Suntech Power CEO sees potential to build 100 GW on rooftops
May 31, 2012 Category Alternative energy, Environment
The government should roll out policies to develop the rooftop solar power market in coastal eastern and southern regions. That would help relieve the loss-making solar panel industry’s overcapacity, said Shi Zhengrong, Chief Executive of Suntech Power, the world’s largest producer of panels. The nascent market segment has a potential 100 GW of generating capacity, 20 times the estimated growth in China’s solar power capacity this year, Shi told the SNEC International Photovoltaic Power Generation Conference in Shanghai.

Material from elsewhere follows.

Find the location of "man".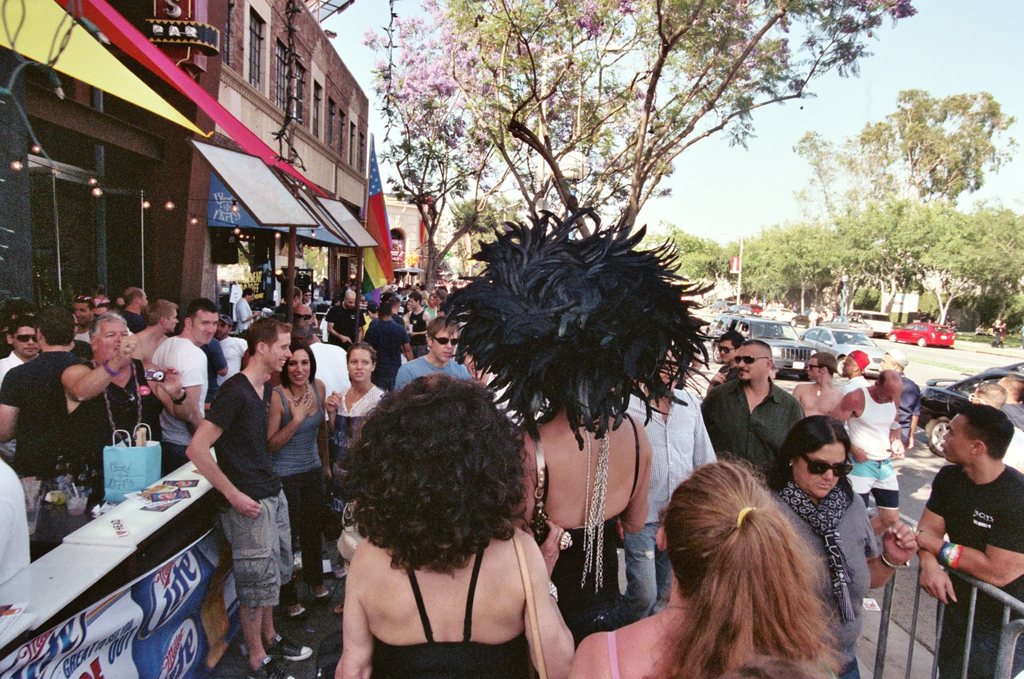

But implementing this means a challenge to the monopolistic power of the two state-owned electricity-distribution firms, State Grid Corporation of China and China Southern Power Grid. They are now the only intermediaries between power generators and end users. Owners of the rooftops of residential and commercial buildings who mounted solar panels would be able to sell the power they generated in excess of their own consumption to the power grids. “This is not easy, since it involves major reform of our power generation and distribution industry, but the solar industry must keep sending letters to the government year after year to push the reform,” Shi said. He hoped the policies could be rolled out within two years. “The danger is that the solar industry may suffer from the same problem as the wind farm industry, where over 10% of power output cannot be dispatched to the grid,” Shi added. China’s solar panel industry, which exports about 85% of its output, has built too many plants and has suffered from a slowdown in growth in overseas markets. Its biggest market, Europe, has cut back subsidies amid its sovereign debt problems. Dr Henning Wicht, Solar Sector Analyst at research firm iSuppli, projected global prices of solar panels would fall a further 20% this year after declining 38% last year. He also forecast that the growth rate of solar panel installations worldwide would drop to less than 10% this year and next year, from 55% last year, before recovering to between 20% and 30% between 2014 and 2016, the South China Morning Post reports.